In Romans, the term is used not for scenic description but for moral argument, yet it still depends on the same concrete, observational category. The sequence “birds, four-footed animals, and creeping things” groups living creatures by readily grasped distinctions: winged, four-footed, and creeping. τετράπους thus functions as a middle category between the sky-oriented and the ground-clinging, emphasizing ordinary animal embodiment as part of a larger list of created likenesses.
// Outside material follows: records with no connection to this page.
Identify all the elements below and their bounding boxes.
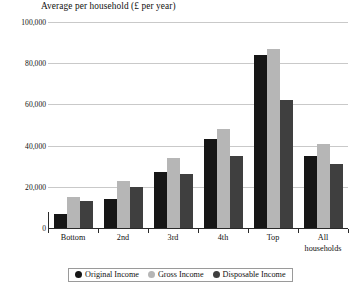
label-line: 4th xyxy=(198,233,248,244)
y-axis-tick-label: 60,000 xyxy=(2,100,46,109)
x-axis-category-labels: Bottom2nd3rd4thTopAllhouseholds xyxy=(48,233,348,254)
label-line: Top xyxy=(248,233,298,244)
bar-chart: Average per household (£ per year) 100,0… xyxy=(0,0,360,298)
legend-label: Gross Income xyxy=(158,270,204,279)
bar-group xyxy=(148,22,198,228)
bar xyxy=(104,199,117,228)
bar xyxy=(230,156,243,228)
bar xyxy=(317,144,330,228)
bar-groups xyxy=(48,22,348,228)
legend-swatch-circle-icon xyxy=(75,271,82,278)
bar xyxy=(54,214,67,228)
bar xyxy=(280,100,293,228)
y-axis-tick-label: 20,000 xyxy=(2,183,46,192)
legend-label: Original Income xyxy=(85,270,139,279)
bar xyxy=(304,156,317,228)
legend-item: Gross Income xyxy=(148,270,204,279)
label-line: Bottom xyxy=(48,233,98,244)
bar-group xyxy=(248,22,298,228)
y-axis-tick-label: 100,000 xyxy=(2,18,46,27)
label-line: households xyxy=(298,244,348,255)
bar xyxy=(254,55,267,228)
bar xyxy=(117,181,130,228)
bar xyxy=(167,158,180,228)
bar xyxy=(217,129,230,228)
x-axis-category-label: Top xyxy=(248,233,298,254)
bar xyxy=(330,164,343,228)
bar-group xyxy=(298,22,348,228)
legend-item: Original Income xyxy=(75,270,139,279)
label-line: 3rd xyxy=(148,233,198,244)
y-axis-tick-label: 0 xyxy=(2,224,46,233)
bar xyxy=(267,49,280,228)
legend-item: Disposable Income xyxy=(213,270,286,279)
bar-group xyxy=(48,22,98,228)
bar xyxy=(130,187,143,228)
label-line: 2nd xyxy=(98,233,148,244)
legend-label: Disposable Income xyxy=(223,270,286,279)
chart-title: Average per household (£ per year) xyxy=(41,1,176,11)
x-axis-category-label: Allhouseholds xyxy=(298,233,348,254)
bar xyxy=(67,197,80,228)
chart-legend: Original IncomeGross IncomeDisposable In… xyxy=(68,268,293,282)
legend-swatch-circle-icon xyxy=(148,271,155,278)
legend-swatch-circle-icon xyxy=(213,271,220,278)
bar-group xyxy=(198,22,248,228)
x-axis-category-label: Bottom xyxy=(48,233,98,254)
x-axis-category-label: 4th xyxy=(198,233,248,254)
y-axis-tick-label: 80,000 xyxy=(2,59,46,68)
bar xyxy=(154,172,167,228)
bar-group xyxy=(98,22,148,228)
y-axis-tick-label: 40,000 xyxy=(2,142,46,151)
bar xyxy=(180,174,193,228)
y-axis-tick-labels: 100,00080,00060,00040,00020,0000 xyxy=(0,0,46,298)
x-axis-category-label: 3rd xyxy=(148,233,198,254)
bar xyxy=(80,201,93,228)
label-line: All xyxy=(298,233,348,244)
x-axis-tick-mark xyxy=(348,229,349,233)
bar xyxy=(204,139,217,228)
x-axis-category-label: 2nd xyxy=(98,233,148,254)
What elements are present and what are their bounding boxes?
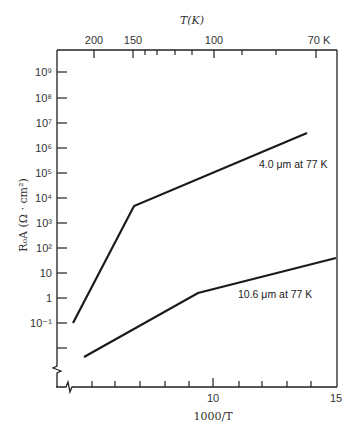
y-axis-tick-labels: 10⁹ 10⁸ 10⁷ 10⁶ 10⁵ 10⁴ 10³ 10² 10 1 10⁻… xyxy=(30,66,52,329)
top-axis-ticks xyxy=(94,50,316,58)
y-tick-label: 10⁴ xyxy=(35,192,52,204)
x-axis-ticks xyxy=(92,378,311,387)
top-tick-label-150: 150 xyxy=(124,34,142,46)
y-tick-label: 10² xyxy=(36,242,52,254)
chart-canvas: 200 150 100 70 K T(K) 10⁹ 10⁸ 10⁷ 10⁶ 10… xyxy=(0,0,355,432)
top-axis-title: T(K) xyxy=(180,14,204,27)
top-tick-label-70: 70 K xyxy=(308,34,331,46)
y-axis-title: R₀A (Ω · cm²) xyxy=(17,178,30,251)
y-tick-label: 10⁹ xyxy=(35,66,52,78)
plot-frame xyxy=(53,50,337,392)
top-tick-label-200: 200 xyxy=(85,34,103,46)
y-tick-label: 10⁵ xyxy=(35,167,52,179)
series-10-6um-line xyxy=(84,258,336,357)
y-tick-label: 10³ xyxy=(36,217,52,229)
top-tick-label-100: 100 xyxy=(205,34,223,46)
x-tick-label-10: 10 xyxy=(207,392,219,404)
series-10-6um-annotation: 10.6 μm at 77 K xyxy=(238,288,312,300)
x-axis-title: 1000/T xyxy=(193,410,233,423)
x-tick-label-15: 15 xyxy=(330,392,342,404)
y-tick-label: 1 xyxy=(46,292,52,304)
y-tick-label: 10⁸ xyxy=(35,92,52,104)
y-tick-label: 10⁻¹ xyxy=(30,317,52,329)
y-tick-label: 10⁶ xyxy=(35,142,52,154)
y-tick-label: 10 xyxy=(40,267,52,279)
y-tick-label: 10⁷ xyxy=(36,117,52,129)
y-axis-ticks xyxy=(57,72,67,348)
top-axis-tick-labels: 200 150 100 70 K xyxy=(85,34,331,46)
series-4um-annotation: 4.0 μm at 77 K xyxy=(259,158,328,170)
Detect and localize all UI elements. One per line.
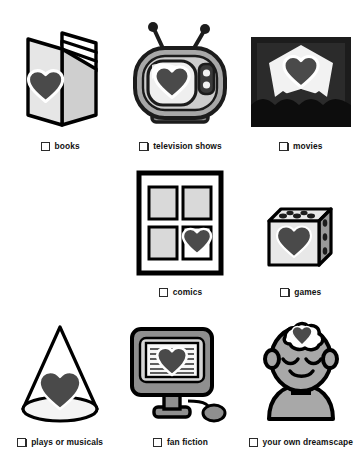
checklist-item-games[interactable]: games bbox=[241, 154, 361, 300]
checkbox-fan-fiction[interactable] bbox=[153, 438, 162, 447]
checklist-item-label: comics bbox=[173, 288, 202, 296]
checklist-item-label: books bbox=[55, 142, 80, 150]
checkbox-movies[interactable] bbox=[279, 142, 288, 151]
open-book-art bbox=[0, 6, 120, 131]
antenna-tip-icon bbox=[148, 22, 158, 32]
retro-television-art bbox=[120, 6, 240, 131]
checklist-item-label: television shows bbox=[153, 142, 222, 150]
dreamscape-head-art bbox=[241, 300, 361, 427]
theater-seats-icon bbox=[251, 99, 351, 127]
stage-spotlight-cone-icon bbox=[13, 321, 107, 427]
mouse-icon bbox=[203, 405, 225, 421]
checklist-grid: books bbox=[0, 6, 361, 449]
checklist-item-plays-or-musicals[interactable]: plays or musicals bbox=[0, 300, 120, 449]
checkbox-label-row[interactable]: fan fiction bbox=[153, 434, 208, 449]
checkbox-books[interactable] bbox=[41, 142, 50, 151]
retro-television-icon bbox=[128, 17, 232, 131]
movie-theater-screen-icon bbox=[247, 31, 355, 131]
checkbox-label-row[interactable]: games bbox=[280, 284, 321, 300]
checklist-row: plays or musicals bbox=[0, 300, 361, 449]
dice-cube-icon bbox=[259, 203, 343, 277]
tv-knob-panel-icon bbox=[199, 64, 214, 94]
head-with-thought-cloud-icon bbox=[249, 315, 353, 427]
checklist-item-label: fan fiction bbox=[167, 438, 208, 446]
checkbox-comics[interactable] bbox=[159, 288, 168, 297]
checkbox-label-row[interactable]: books bbox=[41, 138, 80, 154]
tv-knob-icon bbox=[203, 69, 210, 76]
checklist-item-movies[interactable]: movies bbox=[241, 6, 361, 154]
dice-pips-right bbox=[322, 219, 327, 255]
checklist-item-label: games bbox=[294, 288, 321, 296]
checkbox-label-row[interactable]: television shows bbox=[139, 138, 222, 154]
checklist-sheet: books bbox=[0, 0, 361, 449]
checklist-item-label: your own dreamscape bbox=[263, 438, 353, 446]
checklist-item-your-own-dreamscape[interactable]: your own dreamscape bbox=[241, 300, 361, 449]
open-book-icon bbox=[18, 19, 102, 131]
checklist-row: comics bbox=[0, 154, 361, 300]
comic-panel bbox=[149, 187, 177, 219]
movie-theater-art bbox=[241, 6, 361, 131]
comic-page-panels-icon bbox=[134, 169, 226, 277]
checkbox-your-own-dreamscape[interactable] bbox=[249, 438, 258, 447]
checkbox-label-row[interactable]: comics bbox=[159, 284, 202, 300]
checkbox-label-row[interactable]: plays or musicals bbox=[17, 434, 103, 449]
dice-art bbox=[241, 154, 361, 277]
ear-icon bbox=[323, 350, 337, 368]
checklist-item-comics[interactable]: comics bbox=[120, 154, 240, 300]
checkbox-label-row[interactable]: your own dreamscape bbox=[249, 434, 353, 449]
checklist-item-fan-fiction[interactable]: fan fiction bbox=[120, 300, 240, 449]
antenna-tip-icon bbox=[200, 24, 210, 34]
checkbox-label-row[interactable]: movies bbox=[279, 138, 322, 154]
checkbox-television-shows[interactable] bbox=[139, 142, 148, 151]
checklist-item-label: movies bbox=[293, 142, 322, 150]
checklist-item-books[interactable]: books bbox=[0, 6, 120, 154]
checkbox-games[interactable] bbox=[280, 288, 289, 297]
checklist-item-television-shows[interactable]: television shows bbox=[120, 6, 240, 154]
ear-icon bbox=[265, 350, 279, 368]
checklist-item-label: plays or musicals bbox=[31, 438, 103, 446]
checkbox-plays-or-musicals[interactable] bbox=[17, 438, 26, 447]
tv-knob-icon bbox=[203, 81, 210, 88]
comic-page-art bbox=[120, 154, 240, 277]
comic-panel bbox=[183, 187, 211, 219]
stage-spotlight-art bbox=[0, 300, 120, 427]
comic-panel bbox=[149, 227, 177, 259]
computer-monitor-art bbox=[120, 300, 240, 427]
computer-monitor-icon bbox=[126, 323, 234, 427]
checklist-row: books bbox=[0, 6, 361, 154]
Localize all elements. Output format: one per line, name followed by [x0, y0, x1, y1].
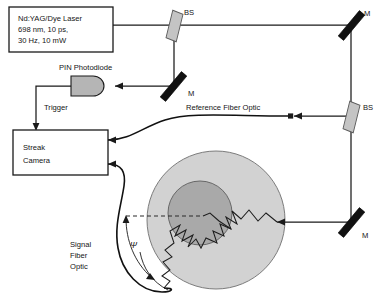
laser-line-1: Nd:YAG/Dye Laser — [18, 14, 82, 23]
beam-arrowhead-photodiode — [115, 83, 123, 90]
streak-camera-box[interactable] — [13, 130, 108, 175]
optical-tomography-diagram: BS M M BS M PIN Photodiode Trigger — [0, 0, 381, 306]
signal-fiber-label-1: Signal — [70, 240, 91, 249]
laser-line-3: 30 Hz, 10 mW — [18, 36, 67, 45]
beam-splitter-top-label: BS — [184, 8, 194, 17]
streak-camera-line-1: Streak — [23, 143, 45, 152]
pin-photodiode[interactable] — [71, 76, 104, 96]
signal-fiber-camera-arrowhead — [108, 161, 116, 168]
angle-psi-symbol: Ψ — [130, 240, 138, 250]
beam-splitter-right-label: BS — [363, 103, 373, 112]
beam-arrowhead-reference-fiber — [294, 113, 302, 120]
reference-fiber-camera-arrowhead — [108, 137, 116, 144]
signal-fiber-label-3: Optic — [70, 262, 88, 271]
mirror-bottom-right-label: M — [362, 231, 368, 240]
tissue-phantom — [147, 151, 285, 289]
reference-fiber-optic-cable — [108, 115, 288, 140]
beam-splitter-right-glass — [339, 101, 363, 133]
reference-fiber-coupler — [288, 113, 293, 118]
diagram-canvas: BS M M BS M PIN Photodiode Trigger — [0, 0, 381, 306]
mirror-mid-left-label: M — [188, 89, 194, 98]
beam-splitter-right[interactable] — [339, 101, 363, 133]
pin-photodiode-body — [71, 76, 104, 96]
streak-camera-line-2: Camera — [23, 156, 51, 165]
mirror-top-right-label: M — [364, 9, 370, 18]
reference-fiber-optic-label: Reference Fiber Optic — [186, 103, 260, 112]
signal-fiber-label-2: Fiber — [70, 251, 88, 260]
trigger-label: Trigger — [44, 103, 68, 112]
pin-photodiode-label: PIN Photodiode — [59, 63, 112, 72]
laser-line-2: 698 nm, 10 ps, — [18, 25, 68, 34]
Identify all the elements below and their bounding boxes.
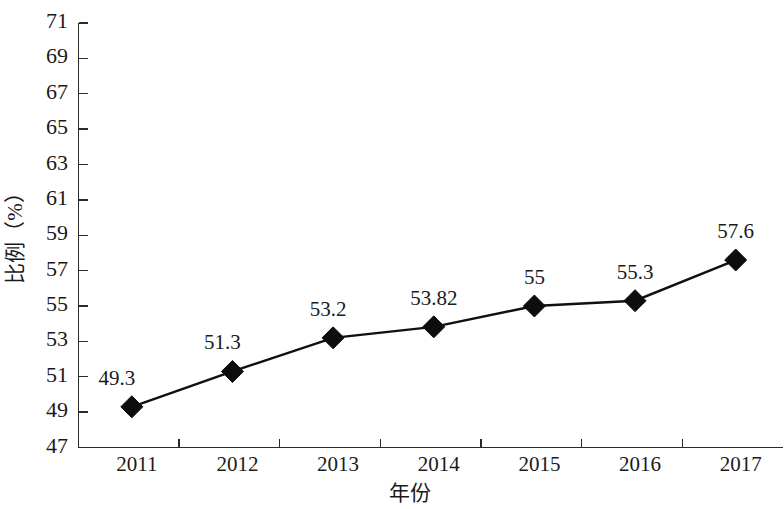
data-point-labels: 49.351.353.253.825555.357.6 [98, 219, 754, 390]
y-axis-ticks [79, 23, 88, 448]
data-point-marker [121, 396, 143, 418]
x-tick-label: 2016 [619, 452, 661, 476]
y-tick-label: 71 [46, 8, 68, 33]
x-tick-label: 2014 [418, 452, 461, 476]
x-axis-title: 年份 [389, 481, 431, 505]
y-tick-label: 59 [46, 220, 68, 245]
y-tick-label: 67 [46, 79, 68, 104]
y-tick-label: 49 [46, 397, 68, 422]
chart-page: 71696765636159575553514947 2011201220132… [0, 0, 784, 509]
x-tick-label: 2017 [720, 452, 762, 476]
x-axis-tick-labels: 2011201220132014201520162017 [116, 452, 761, 476]
y-tick-label: 55 [46, 291, 68, 316]
axes [79, 23, 784, 448]
line-chart: 71696765636159575553514947 2011201220132… [0, 0, 784, 509]
y-tick-label: 51 [46, 362, 68, 387]
x-tick-label: 2013 [317, 452, 359, 476]
data-point-label: 53.82 [410, 286, 457, 310]
data-point-label: 55.3 [617, 260, 654, 284]
data-point-label: 51.3 [204, 330, 241, 354]
x-tick-label: 2012 [216, 452, 258, 476]
data-point-label: 55 [524, 265, 545, 289]
y-tick-label: 61 [46, 185, 68, 210]
data-point-label: 49.3 [98, 366, 135, 390]
y-tick-label: 47 [46, 433, 68, 458]
data-point-label: 53.2 [310, 297, 347, 321]
data-point-label: 57.6 [717, 219, 754, 243]
y-tick-label: 53 [46, 326, 68, 351]
y-tick-label: 63 [46, 150, 68, 175]
data-point-marker [725, 249, 747, 271]
data-point-marker [624, 290, 646, 312]
y-tick-label: 65 [46, 114, 68, 139]
data-point-marker [423, 316, 445, 338]
y-tick-label: 69 [46, 43, 68, 68]
data-point-marker [322, 327, 344, 349]
y-tick-label: 57 [46, 256, 68, 281]
x-tick-label: 2011 [116, 452, 157, 476]
y-axis-tick-labels: 71696765636159575553514947 [46, 8, 68, 458]
x-axis-ticks [179, 439, 682, 448]
data-point-marker [523, 295, 545, 317]
data-point-marker [221, 360, 243, 382]
x-tick-label: 2015 [518, 452, 560, 476]
y-axis-title: 比例（%） [3, 182, 27, 284]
The word’s placement alongside other broad groupings also shows how it behaves semantically in context: it does not stand alone as the entire description of an animal, but contributes one clear axis of classification within a larger taxonomy. In Acts, it is one element in a fourfold list that spans “animals of the earth” and “birds of the sky.” In Romans, it is one link in a chain of likenesses, set among other creature categories that together evoke a wide range of animate forms.
Imagery
The imagery tied to τετράπους in Acts is vivid and inventory-like: a container “in which were all kinds of” creatures, including those recognizable by four feet (Acts 10:12), later recalled after intentional scrutiny (Acts 11:6). In Romans the imagery becomes iconographic—“the likeness of an image” taking the shape of created beings—yet the same down-to-earth bodily descriptor remains: four-footed animals as one of the concrete forms that can be pictured and represented (Romans 1:23).
Sources: Lexical data from Strong’s Exhaustive Concordance and the Translators Brief Lexicon of Extended Strongs for Greek (STEPBible, CC BY). Occurrence data from the Translators Amalgamated Greek New Testament (STEPBible, CC BY). Scripture quotations from the World English Bible (public domain).